News

Model & Actress Lizzy Jagger Won't Rest Until The ERA Is Ratified

by Mehreen Kasana
Stuart Wilson/Getty Images Entertainment/Getty Images

Although it's been months since Women's Equality Day on August 26, Lizzy Jagger's fight for gender equality is hardly over. The producer, actress, and model recently commemorated Women's Equality Week from August 21 to August 26, calling for reflection on achieving women's empowerment while sharing her personal thoughts on the journey toward gender equality in America. For those who may not be in the loop, Jagger is the eldest daughter of the Rolling Stones' Mick Jagger and supermodel Jerry Hall. And in addition to paving her own path as a model and producer, she's fiercely advocating for women's rights.

This is about equality. As women, we are in the boat relentlessly pushing paddles through false oceans until we pass the ERA.

Women's Equality Week was inspired by the people behind Equal Means Equal, the award-winning documentary from Kamala Lopez, the filmmaker and activist whom Jagger works with. "After working with [the team of] Equal Means Equal, we decided to turn Women's Equality Day into a Women's Equality Week," Jagger says about her involvement in the film and week. But she is quick to point out that she is opposed to celebrating the event: "We don't think it should really be celebrated. It's a week for us to focus on our efforts. We're not celebrating anything because we do not have equality."

Jagger has been working to raise awareness for and bring more attention to Equal Means Equal in public and media conversations. On a primary level, the message of the documentary focuses on highlighting the inequality women face under American federal law. In January 2017, Jagger was busy supporting her friend and artist-activist Natalie White in her protest demanding that the Equal Rights Amendment is finally ratified.

To be fair, Jagger's reluctance to celebrate isn't exactly unreasonable. While the United States has come a long way in the fight for gender equality, the Constitution, even in 2017, does not guarantee equal rights for all citizens regardless of gender. The ERA passed federal approval in 1972, but it ultimately stalled after failing to reach enough states' approval to be ratified. And that's what she's focusing on.

Jagger says she is doing "everything I possibly can" to ratify ERA. The model tells Bustle, "I am regularly lobbying for the three-state strategy to remove the time limit on the ERA, S.J. Res. 5 and H.R. Res. 53, in Congress. When I'm not in Washington, D.C., I follow up with regular letters to my lawmakers urging them to sign on to pass the ERA."

The model is referring to two separate bills: H.J. Res. 53 by Rep. Jackie Speier of California and S.J. Res. 5 by Sen. Benjamin Cardin of Maryland. They are current resolutions that collectively demand the removal of a time limit in order to ratify ERA.

When Jagger isn't politically campaigning for the two bills in D.C., the fashionista is asking people to support the ERA by submitting their email address and zip code in the Equal Means Equal website to find out what kind of actions they would need to take in order to locally pass the ERA. On the website, people can find out whether their state has passed the ERA by simply selecting their state and checking where it stands on the amendment.

But it isn't just digital activism and signing up that will help. Jagger notes that Americans are blissfully unaware of how pervasive inequality on the gender frontier is, including herself initially. "It's embarrassing because I had assumed that we did have equal rights under the law," Jagger says but "the second I found out that we did not, I knew I had to get involved in helping out to pass ERA in any way possible." Social awareness of gender inequality is crucial, and so is stepping out to talk to everyday women about their struggles. Living in one's own cocoon of naivete won't help, Jagger realized.

If you spend time outside any courthouse in America talking to women, the evidence of gender inequality within federal law will bring you to tears.

Jagger says women are still treated as "chattel" in the United States and that America is the "only Western country" with a regressive attitude towards gender. Furthermore, she points to women getting taxed higher on feminine hygiene products, the criminal justice system dismissing female rape victims, and the sexism inherent in the system that fails women who seek protection and justice. Still, however, the model has hope and apparent resilience for the future. "This is about equality," Jagger says, "as women, we are in the boat relentlessly pushing paddles through false oceans until we pass the ERA."

With resolutions like those from Speier and Cardin, increased social knowledge about the lags that women experience in egalitarianism, and her own efforts through Equal Means Equal, Jagger's raw optimism shows that she is confident gender equality for American women — in the social, legal, and political fabric of our society — will no longer be a faraway dream.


Task description: Your response is a verbatim copy of the listing, stripped of its images.
# # #
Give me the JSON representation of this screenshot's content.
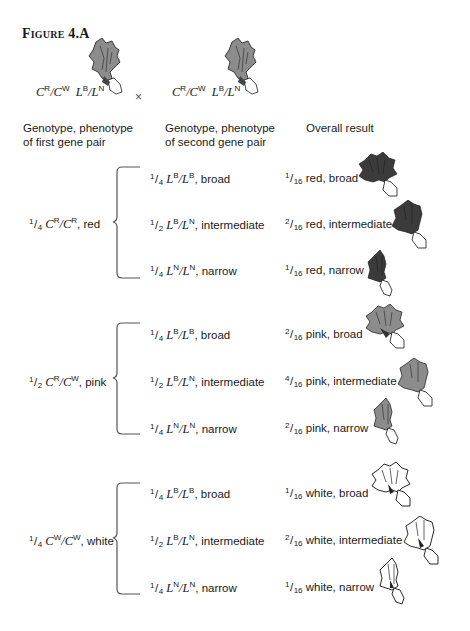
{
  "figure": {
    "title": "Figure 4.A"
  },
  "parents": {
    "cross_symbol": "×",
    "parent1": {
      "genotype_parts": [
        "C",
        "R",
        "/C",
        "W",
        " L",
        "B",
        "/L",
        "N"
      ],
      "flower_color": "pink",
      "leaf": "intermediate"
    },
    "parent2": {
      "genotype_parts": [
        "C",
        "R",
        "/C",
        "W",
        " L",
        "B",
        "/L",
        "N"
      ],
      "flower_color": "pink",
      "leaf": "intermediate"
    }
  },
  "headers": {
    "col1_line1": "Genotype, phenotype",
    "col1_line2": "of first gene pair",
    "col2_line1": "Genotype, phenotype",
    "col2_line2": "of second gene pair",
    "col3": "Overall result"
  },
  "colors": {
    "red_flower": "#3b3b3b",
    "pink_flower": "#8c8c8c",
    "white_flower": "#ffffff",
    "outline": "#1a1a1a",
    "brace": "#555555"
  },
  "groups": [
    {
      "first": {
        "num": "1",
        "den": "4",
        "allele1": "C",
        "sup1": "R",
        "allele2": "/C",
        "sup2": "R",
        "phenotype": ", red"
      },
      "rows": [
        {
          "second": {
            "num": "1",
            "den": "4",
            "a1": "L",
            "s1": "B",
            "a2": "/L",
            "s2": "B",
            "phen": ", broad"
          },
          "result": {
            "num": "1",
            "den": "16",
            "text": " red, broad"
          }
        },
        {
          "second": {
            "num": "1",
            "den": "2",
            "a1": "L",
            "s1": "B",
            "a2": "/L",
            "s2": "N",
            "phen": ", intermediate"
          },
          "result": {
            "num": "2",
            "den": "16",
            "text": " red, intermediate"
          }
        },
        {
          "second": {
            "num": "1",
            "den": "4",
            "a1": "L",
            "s1": "N",
            "a2": "/L",
            "s2": "N",
            "phen": ", narrow"
          },
          "result": {
            "num": "1",
            "den": "16",
            "text": " red, narrow"
          }
        }
      ]
    },
    {
      "first": {
        "num": "1",
        "den": "2",
        "allele1": "C",
        "sup1": "R",
        "allele2": "/C",
        "sup2": "W",
        "phenotype": ", pink"
      },
      "rows": [
        {
          "second": {
            "num": "1",
            "den": "4",
            "a1": "L",
            "s1": "B",
            "a2": "/L",
            "s2": "B",
            "phen": ", broad"
          },
          "result": {
            "num": "2",
            "den": "16",
            "text": " pink, broad"
          }
        },
        {
          "second": {
            "num": "1",
            "den": "2",
            "a1": "L",
            "s1": "B",
            "a2": "/L",
            "s2": "N",
            "phen": ", intermediate"
          },
          "result": {
            "num": "4",
            "den": "16",
            "text": " pink, intermediate"
          }
        },
        {
          "second": {
            "num": "1",
            "den": "4",
            "a1": "L",
            "s1": "N",
            "a2": "/L",
            "s2": "N",
            "phen": ", narrow"
          },
          "result": {
            "num": "2",
            "den": "16",
            "text": " pink, narrow"
          }
        }
      ]
    },
    {
      "first": {
        "num": "1",
        "den": "4",
        "allele1": "C",
        "sup1": "W",
        "allele2": "/C",
        "sup2": "W",
        "phenotype": ", white"
      },
      "rows": [
        {
          "second": {
            "num": "1",
            "den": "4",
            "a1": "L",
            "s1": "B",
            "a2": "/L",
            "s2": "B",
            "phen": ", broad"
          },
          "result": {
            "num": "1",
            "den": "16",
            "text": " white, broad"
          }
        },
        {
          "second": {
            "num": "1",
            "den": "2",
            "a1": "L",
            "s1": "B",
            "a2": "/L",
            "s2": "N",
            "phen": ", intermediate"
          },
          "result": {
            "num": "2",
            "den": "16",
            "text": " white, intermediate"
          }
        },
        {
          "second": {
            "num": "1",
            "den": "4",
            "a1": "L",
            "s1": "N",
            "a2": "/L",
            "s2": "N",
            "phen": ", narrow"
          },
          "result": {
            "num": "1",
            "den": "16",
            "text": " white, narrow"
          }
        }
      ]
    }
  ]
}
# # #
Response for this exercise:
Give me the JSON representation of this screenshot's content.
{
  "figure": {
    "title": "Figure 4.A"
  },
  "parents": {
    "cross_symbol": "×",
    "parent1": {
      "genotype_parts": [
        "C",
        "R",
        "/C",
        "W",
        " L",
        "B",
        "/L",
        "N"
      ],
      "flower_color": "pink",
      "leaf": "intermediate"
    },
    "parent2": {
      "genotype_parts": [
        "C",
        "R",
        "/C",
        "W",
        " L",
        "B",
        "/L",
        "N"
      ],
      "flower_color": "pink",
      "leaf": "intermediate"
    }
  },
  "headers": {
    "col1_line1": "Genotype, phenotype",
    "col1_line2": "of first gene pair",
    "col2_line1": "Genotype, phenotype",
    "col2_line2": "of second gene pair",
    "col3": "Overall result"
  },
  "colors": {
    "red_flower": "#3b3b3b",
    "pink_flower": "#8c8c8c",
    "white_flower": "#ffffff",
    "outline": "#1a1a1a",
    "brace": "#555555"
  },
  "groups": [
    {
      "first": {
        "num": "1",
        "den": "4",
        "allele1": "C",
        "sup1": "R",
        "allele2": "/C",
        "sup2": "R",
        "phenotype": ", red"
      },
      "rows": [
        {
          "second": {
            "num": "1",
            "den": "4",
            "a1": "L",
            "s1": "B",
            "a2": "/L",
            "s2": "B",
            "phen": ", broad"
          },
          "result": {
            "num": "1",
            "den": "16",
            "text": " red, broad"
          }
        },
        {
          "second": {
            "num": "1",
            "den": "2",
            "a1": "L",
            "s1": "B",
            "a2": "/L",
            "s2": "N",
            "phen": ", intermediate"
          },
          "result": {
            "num": "2",
            "den": "16",
            "text": " red, intermediate"
          }
        },
        {
          "second": {
            "num": "1",
            "den": "4",
            "a1": "L",
            "s1": "N",
            "a2": "/L",
            "s2": "N",
            "phen": ", narrow"
          },
          "result": {
            "num": "1",
            "den": "16",
            "text": " red, narrow"
          }
        }
      ]
    },
    {
      "first": {
        "num": "1",
        "den": "2",
        "allele1": "C",
        "sup1": "R",
        "allele2": "/C",
        "sup2": "W",
        "phenotype": ", pink"
      },
      "rows": [
        {
          "second": {
            "num": "1",
            "den": "4",
            "a1": "L",
            "s1": "B",
            "a2": "/L",
            "s2": "B",
            "phen": ", broad"
          },
          "result": {
            "num": "2",
            "den": "16",
            "text": " pink, broad"
          }
        },
        {
          "second": {
            "num": "1",
            "den": "2",
            "a1": "L",
            "s1": "B",
            "a2": "/L",
            "s2": "N",
            "phen": ", intermediate"
          },
          "result": {
            "num": "4",
            "den": "16",
            "text": " pink, intermediate"
          }
        },
        {
          "second": {
            "num": "1",
            "den": "4",
            "a1": "L",
            "s1": "N",
            "a2": "/L",
            "s2": "N",
            "phen": ", narrow"
          },
          "result": {
            "num": "2",
            "den": "16",
            "text": " pink, narrow"
          }
        }
      ]
    },
    {
      "first": {
        "num": "1",
        "den": "4",
        "allele1": "C",
        "sup1": "W",
        "allele2": "/C",
        "sup2": "W",
        "phenotype": ", white"
      },
      "rows": [
        {
          "second": {
            "num": "1",
            "den": "4",
            "a1": "L",
            "s1": "B",
            "a2": "/L",
            "s2": "B",
            "phen": ", broad"
          },
          "result": {
            "num": "1",
            "den": "16",
            "text": " white, broad"
          }
        },
        {
          "second": {
            "num": "1",
            "den": "2",
            "a1": "L",
            "s1": "B",
            "a2": "/L",
            "s2": "N",
            "phen": ", intermediate"
          },
          "result": {
            "num": "2",
            "den": "16",
            "text": " white, intermediate"
          }
        },
        {
          "second": {
            "num": "1",
            "den": "4",
            "a1": "L",
            "s1": "N",
            "a2": "/L",
            "s2": "N",
            "phen": ", narrow"
          },
          "result": {
            "num": "1",
            "den": "16",
            "text": " white, narrow"
          }
        }
      ]
    }
  ]
}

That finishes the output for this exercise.